Posted by: Jesurgislac | November 14, 2008 at 05:35 AM
Jesurgislac, I agree with you on both points. The only thing that concerns me, I suppose, is that I'm not sure that significant legislative change will come without general acceptance that to be transgendered is part of the spectrum of normalcy. (This is wrong; rights shouldn't depend on whether society thinks certain groups are "normal" or not. But it still happens.)
I know you're in the UK, and I'm not sure what the situation is there, but in Ontario/Canada, people do have the right to ID that identifies them by their correct rather than their birth gender, and to be free from discrimination. However, the discrimination still happens, and very little is done about it. The legislation alone does not change attitudes, and without changes in attitudes it seems to be difficult to enforce the existing legislation against discrimination. The story that Hilzoy wrote about is a great example of how to go about changing attitudes and teaching people that to be trans is one way to be "normal" though.
Posted by: tariqata | November 14, 2008 at 07:59 AM
The only thing that concerns me, I suppose, is that I'm not sure that significant legislative change will come without general acceptance that to be transgendered is part of the spectrum of normalcy.
I think that on the whole it's easier to convince members of a legislature that equality is necessary than to convince the "general public" - at least, in the UK, MPs and MSPs tend to be ahead of the general population.
In the UK, trans people have the right to legally change gender and get their birth certificate changed, and there's now a legal duty on employers to promote gender equality, which includes transgender equality.

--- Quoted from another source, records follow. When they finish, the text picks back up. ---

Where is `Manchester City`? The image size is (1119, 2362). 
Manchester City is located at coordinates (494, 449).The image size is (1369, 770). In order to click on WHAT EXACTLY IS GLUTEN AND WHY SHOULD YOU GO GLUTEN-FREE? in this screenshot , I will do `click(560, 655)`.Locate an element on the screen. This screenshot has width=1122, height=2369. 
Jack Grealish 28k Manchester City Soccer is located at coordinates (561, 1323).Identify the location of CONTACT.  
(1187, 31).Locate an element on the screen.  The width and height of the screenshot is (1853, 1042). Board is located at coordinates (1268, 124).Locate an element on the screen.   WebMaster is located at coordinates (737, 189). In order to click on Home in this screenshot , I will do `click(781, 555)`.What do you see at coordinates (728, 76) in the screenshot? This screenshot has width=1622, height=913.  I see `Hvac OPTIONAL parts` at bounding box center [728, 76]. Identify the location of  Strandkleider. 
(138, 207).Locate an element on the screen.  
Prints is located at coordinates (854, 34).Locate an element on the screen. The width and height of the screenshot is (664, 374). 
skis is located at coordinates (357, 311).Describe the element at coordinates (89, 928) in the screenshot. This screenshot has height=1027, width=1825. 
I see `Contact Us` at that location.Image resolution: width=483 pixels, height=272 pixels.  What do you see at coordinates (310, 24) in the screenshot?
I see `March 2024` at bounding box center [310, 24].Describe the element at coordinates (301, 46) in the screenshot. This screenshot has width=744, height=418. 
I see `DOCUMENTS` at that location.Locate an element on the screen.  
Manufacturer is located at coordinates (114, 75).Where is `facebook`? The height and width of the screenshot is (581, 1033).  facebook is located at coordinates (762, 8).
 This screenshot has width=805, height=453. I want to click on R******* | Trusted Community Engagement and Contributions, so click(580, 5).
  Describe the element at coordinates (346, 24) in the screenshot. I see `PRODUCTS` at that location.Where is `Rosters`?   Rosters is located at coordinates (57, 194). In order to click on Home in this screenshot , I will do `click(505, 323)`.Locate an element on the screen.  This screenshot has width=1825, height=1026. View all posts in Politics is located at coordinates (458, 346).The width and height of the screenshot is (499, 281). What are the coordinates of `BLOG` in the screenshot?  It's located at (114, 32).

In the UK, at least, it's been my experience (as an LGBT activist for nearly 25 years) that legislative change drives social change powers legislative change and so on. The 1967 Act that made sex between men legal in England and Wales was a very limited anti-discrimination law - but it's rightly acknowledged as the key that led to wider social acceptance and broader legislative change.
The story that Hilzoy wrote about is a great example of how to go about changing attitudes and teaching people that to be trans is one way to be "normal" though.
I agree.
Posted by: Jesurgislac | November 14, 2008 at 08:40 AM
Please don't call Colorado a red state any more.
Posted by: David | November 14, 2008 at 04:35 PM
Whenever I find myself thinking "kids these days..." I should remind myself of this. I believe that that people who are currently children will have a lot fewer biases regarding gender, race, and sexual orientation than my generation. I'm sure they'll have their own foibles, but this is the kind of story that gives me hope.